Immobilization-related hypercalcemia after renal failure in burn injury.

Endocr Pract

Division of Endocrinology and Metabolism, Loyola University Medical Center, Maywood, Illinois 60153, USA.

Published: December 2002

Objective: To describe a patient with hypercalcemia presumably due to immobilization in the setting of burn injury and acute renal failure.

Methods: We present a case report of a man who sustained a severe burn injury and then had renal failure and hypercalcemia. An additional series of patients with burns and immobilization was assessed for the presence of hypercalcemia.

Results: In a 43-year-old man with burns on 65% of his body surface area, acute renal failure developed. Renal function failed to return, and he continued to require hemodialysis. Because of the severity and extensiveness of his burns, he remained immobilized. Serum calcium levels were low during the early part of the hospitalization. On the 57th day, generalized tonic-clonic seizures developed, and he was found to have a high ionized calcium level (1.41 mmol/L). Low values were recorded for intact parathyroid hormone (2 pg/mL), 25-hydroxyvitamin D (5 ng/mL), and 1,25-dihydroxyvitamin D (4 pg/mL). Persistent and recurrent hypercalcemia eventually responded to pamidronate and calcitonin. Other than immobilization, we could identify no predisposing factors such as confounding illnesses or medications that could have caused the hypercalcemia. A review of serum ionized calcium levels in 50 consecutive patients admitted to a burn unit and immobilized for at least 20 days failed to reveal any episodes of persistent hypercalcemia.

Conclusion: In our patient with burns and renal failure, symptomatic hypercalcemia was most likely attributable to prolonged immobilization. As patients with catastrophic illnesses survive for longer periods, additional problems such as hypercalcemia from immobilization may occur.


EXERCISE:
Set down each line of the data below exactly as it stands, dropping the pictures.

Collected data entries

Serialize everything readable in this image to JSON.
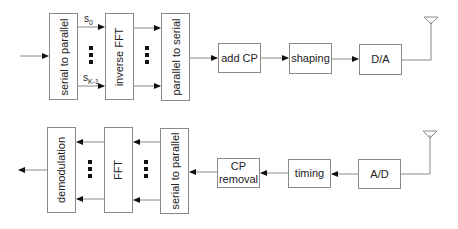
{
  "transmitter": {
    "blocks": [
      {
        "id": "tx-s2p",
        "label": "serial to parallel"
      },
      {
        "id": "tx-ifft",
        "label": "inverse FFT"
      },
      {
        "id": "tx-p2s",
        "label": "parallel to serial"
      },
      {
        "id": "tx-addcp",
        "label": "add CP"
      },
      {
        "id": "tx-shaping",
        "label": "shaping"
      },
      {
        "id": "tx-da",
        "label": "D/A"
      }
    ],
    "subcarrier_labels": {
      "first_base": "s",
      "first_sub": "0",
      "last_base": "s",
      "last_sub": "K-1"
    }
  },
  "receiver": {
    "blocks": [
      {
        "id": "rx-demod",
        "label": "demodulation"
      },
      {
        "id": "rx-fft",
        "label": "FFT"
      },
      {
        "id": "rx-s2p",
        "label": "serial to parallel"
      },
      {
        "id": "rx-cprem",
        "label": "CP removal"
      },
      {
        "id": "rx-timing",
        "label": "timing"
      },
      {
        "id": "rx-ad",
        "label": "A/D"
      }
    ]
  },
  "colors": {
    "line": "#8a8a8a",
    "arrow": "#111111",
    "box_border": "#8a8a8a"
  }
}
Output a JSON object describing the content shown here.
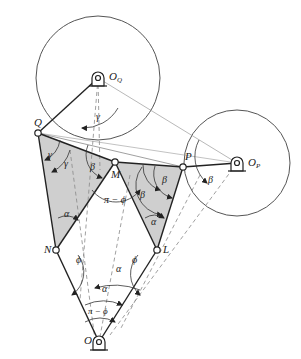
{
  "diagram": {
    "type": "linkage-mechanism",
    "colors": {
      "line": "#222222",
      "thin": "#555555",
      "dashed": "#888888",
      "shade": "#cfcfcf",
      "background": "#ffffff"
    },
    "points": {
      "O_Q": {
        "label": "O",
        "sub": "Q",
        "x": 98,
        "y": 106
      },
      "O_P": {
        "label": "O",
        "sub": "P",
        "x": 237,
        "y": 163
      },
      "Q": {
        "label": "Q",
        "x": 38,
        "y": 133
      },
      "M": {
        "label": "M",
        "x": 115,
        "y": 162
      },
      "P": {
        "label": "P",
        "x": 183,
        "y": 167
      },
      "N": {
        "label": "N",
        "x": 56,
        "y": 250
      },
      "L": {
        "label": "L",
        "x": 157,
        "y": 250
      },
      "O": {
        "label": "O",
        "x": 99,
        "y": 342
      }
    },
    "circles": [
      {
        "center": "O_Q",
        "r": 62
      },
      {
        "center": "O_P",
        "r": 53
      }
    ],
    "angle_labels": {
      "gamma_1": "γ",
      "gamma_2": "γ",
      "gamma_3": "γ",
      "beta_1": "β",
      "beta_2": "β",
      "beta_3": "β",
      "beta_4": "β",
      "beta_5": "β",
      "pi_minus_phi_top": "π − ϕ",
      "pi_minus_phi_bottom": "π − ϕ",
      "alpha_1": "α",
      "alpha_2": "α",
      "alpha_3": "α",
      "alpha_4": "α",
      "phi_left": "ϕ",
      "phi_right": "ϕ"
    }
  }
}
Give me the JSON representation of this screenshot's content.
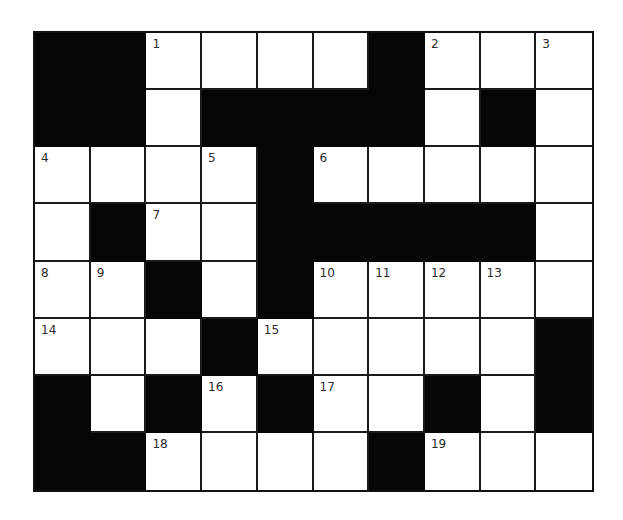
{
  "puzzle": {
    "type": "crossword",
    "columns": 10,
    "rows": 8,
    "colors": {
      "black_cell": "#050505",
      "white_cell": "#ffffff",
      "grid_line": "#1a1a1a",
      "number_text": "#2b2b2b"
    },
    "grid": [
      [
        "B",
        "B",
        "1",
        "",
        "",
        "",
        "B",
        "2",
        "",
        "3"
      ],
      [
        "B",
        "B",
        "",
        "B",
        "B",
        "B",
        "B",
        "",
        "B",
        ""
      ],
      [
        "4",
        "",
        "",
        "5",
        "B",
        "6",
        "",
        "",
        "",
        ""
      ],
      [
        "",
        "B",
        "7",
        "",
        "B",
        "B",
        "B",
        "B",
        "B",
        ""
      ],
      [
        "8",
        "9",
        "B",
        "",
        "B",
        "10",
        "11",
        "12",
        "13",
        ""
      ],
      [
        "14",
        "",
        "",
        "B",
        "15",
        "",
        "",
        "",
        "",
        "B"
      ],
      [
        "B",
        "",
        "B",
        "16",
        "B",
        "17",
        "",
        "B",
        "",
        "B"
      ],
      [
        "B",
        "B",
        "18",
        "",
        "",
        "",
        "B",
        "19",
        "",
        ""
      ]
    ],
    "clue_numbers": [
      "1",
      "2",
      "3",
      "4",
      "5",
      "6",
      "7",
      "8",
      "9",
      "10",
      "11",
      "12",
      "13",
      "14",
      "15",
      "16",
      "17",
      "18",
      "19"
    ]
  }
}
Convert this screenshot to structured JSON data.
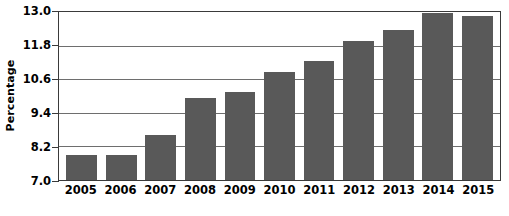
{
  "chart_data": {
    "type": "bar",
    "title": "",
    "xlabel": "",
    "ylabel": "Percentage",
    "categories": [
      "2005",
      "2006",
      "2007",
      "2008",
      "2009",
      "2010",
      "2011",
      "2012",
      "2013",
      "2014",
      "2015"
    ],
    "values": [
      7.9,
      7.9,
      8.6,
      9.9,
      10.1,
      10.8,
      11.2,
      11.9,
      12.3,
      12.9,
      12.8
    ],
    "series": [
      {
        "name": "Percentage",
        "values": [
          7.9,
          7.9,
          8.6,
          9.9,
          10.1,
          10.8,
          11.2,
          11.9,
          12.3,
          12.9,
          12.8
        ]
      }
    ],
    "ylim": [
      7.0,
      13.0
    ],
    "ytick_labels": [
      "13.0",
      "11.8",
      "10.6",
      "9.4",
      "8.2",
      "7.0"
    ],
    "ytick_values": [
      13.0,
      11.8,
      10.6,
      9.4,
      8.2,
      7.0
    ],
    "ytick_interval": 1.2,
    "grid": true,
    "grid_axis": "y",
    "legend": false,
    "legend_position": "none",
    "bar_color": "#595959",
    "gridline_color": "#6e6e6e",
    "axis_color": "#3a3a3a",
    "background_color": "#ffffff"
  }
}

ANSWER SPACE:
Serialize everything readable in this image to JSON.
{
  "transmitter": {
    "blocks": [
      {
        "id": "tx-s2p",
        "label": "serial to parallel"
      },
      {
        "id": "tx-ifft",
        "label": "inverse FFT"
      },
      {
        "id": "tx-p2s",
        "label": "parallel to serial"
      },
      {
        "id": "tx-addcp",
        "label": "add CP"
      },
      {
        "id": "tx-shaping",
        "label": "shaping"
      },
      {
        "id": "tx-da",
        "label": "D/A"
      }
    ],
    "subcarrier_labels": {
      "first_base": "s",
      "first_sub": "0",
      "last_base": "s",
      "last_sub": "K-1"
    }
  },
  "receiver": {
    "blocks": [
      {
        "id": "rx-demod",
        "label": "demodulation"
      },
      {
        "id": "rx-fft",
        "label": "FFT"
      },
      {
        "id": "rx-s2p",
        "label": "serial to parallel"
      },
      {
        "id": "rx-cprem",
        "label": "CP removal"
      },
      {
        "id": "rx-timing",
        "label": "timing"
      },
      {
        "id": "rx-ad",
        "label": "A/D"
      }
    ]
  },
  "colors": {
    "line": "#8a8a8a",
    "arrow": "#111111",
    "box_border": "#8a8a8a"
  }
}
Output a JSON object describing the content shown here.
{
  "diagram": {
    "type": "linkage-mechanism",
    "colors": {
      "line": "#222222",
      "thin": "#555555",
      "dashed": "#888888",
      "shade": "#cfcfcf",
      "background": "#ffffff"
    },
    "points": {
      "O_Q": {
        "label": "O",
        "sub": "Q",
        "x": 98,
        "y": 106
      },
      "O_P": {
        "label": "O",
        "sub": "P",
        "x": 237,
        "y": 163
      },
      "Q": {
        "label": "Q",
        "x": 38,
        "y": 133
      },
      "M": {
        "label": "M",
        "x": 115,
        "y": 162
      },
      "P": {
        "label": "P",
        "x": 183,
        "y": 167
      },
      "N": {
        "label": "N",
        "x": 56,
        "y": 250
      },
      "L": {
        "label": "L",
        "x": 157,
        "y": 250
      },
      "O": {
        "label": "O",
        "x": 99,
        "y": 342
      }
    },
    "circles": [
      {
        "center": "O_Q",
        "r": 62
      },
      {
        "center": "O_P",
        "r": 53
      }
    ],
    "angle_labels": {
      "gamma_1": "γ",
      "gamma_2": "γ",
      "gamma_3": "γ",
      "beta_1": "β",
      "beta_2": "β",
      "beta_3": "β",
      "beta_4": "β",
      "beta_5": "β",
      "pi_minus_phi_top": "π − ϕ",
      "pi_minus_phi_bottom": "π − ϕ",
      "alpha_1": "α",
      "alpha_2": "α",
      "alpha_3": "α",
      "alpha_4": "α",
      "phi_left": "ϕ",
      "phi_right": "ϕ"
    }
  }
}
Give me the JSON representation of this screenshot's content.
{
  "puzzle": {
    "type": "crossword",
    "columns": 10,
    "rows": 8,
    "colors": {
      "black_cell": "#050505",
      "white_cell": "#ffffff",
      "grid_line": "#1a1a1a",
      "number_text": "#2b2b2b"
    },
    "grid": [
      [
        "B",
        "B",
        "1",
        "",
        "",
        "",
        "B",
        "2",
        "",
        "3"
      ],
      [
        "B",
        "B",
        "",
        "B",
        "B",
        "B",
        "B",
        "",
        "B",
        ""
      ],
      [
        "4",
        "",
        "",
        "5",
        "B",
        "6",
        "",
        "",
        "",
        ""
      ],
      [
        "",
        "B",
        "7",
        "",
        "B",
        "B",
        "B",
        "B",
        "B",
        ""
      ],
      [
        "8",
        "9",
        "B",
        "",
        "B",
        "10",
        "11",
        "12",
        "13",
        ""
      ],
      [
        "14",
        "",
        "",
        "B",
        "15",
        "",
        "",
        "",
        "",
        "B"
      ],
      [
        "B",
        "",
        "B",
        "16",
        "B",
        "17",
        "",
        "B",
        "",
        "B"
      ],
      [
        "B",
        "B",
        "18",
        "",
        "",
        "",
        "B",
        "19",
        "",
        ""
      ]
    ],
    "clue_numbers": [
      "1",
      "2",
      "3",
      "4",
      "5",
      "6",
      "7",
      "8",
      "9",
      "10",
      "11",
      "12",
      "13",
      "14",
      "15",
      "16",
      "17",
      "18",
      "19"
    ]
  }
}
Convert this screenshot to structured JSON data.
{
  "chart_data": {
    "type": "bar",
    "title": "",
    "xlabel": "",
    "ylabel": "Percentage",
    "categories": [
      "2005",
      "2006",
      "2007",
      "2008",
      "2009",
      "2010",
      "2011",
      "2012",
      "2013",
      "2014",
      "2015"
    ],
    "values": [
      7.9,
      7.9,
      8.6,
      9.9,
      10.1,
      10.8,
      11.2,
      11.9,
      12.3,
      12.9,
      12.8
    ],
    "series": [
      {
        "name": "Percentage",
        "values": [
          7.9,
          7.9,
          8.6,
          9.9,
          10.1,
          10.8,
          11.2,
          11.9,
          12.3,
          12.9,
          12.8
        ]
      }
    ],
    "ylim": [
      7.0,
      13.0
    ],
    "ytick_labels": [
      "13.0",
      "11.8",
      "10.6",
      "9.4",
      "8.2",
      "7.0"
    ],
    "ytick_values": [
      13.0,
      11.8,
      10.6,
      9.4,
      8.2,
      7.0
    ],
    "ytick_interval": 1.2,
    "grid": true,
    "grid_axis": "y",
    "legend": false,
    "legend_position": "none",
    "bar_color": "#595959",
    "gridline_color": "#6e6e6e",
    "axis_color": "#3a3a3a",
    "background_color": "#ffffff"
  }
}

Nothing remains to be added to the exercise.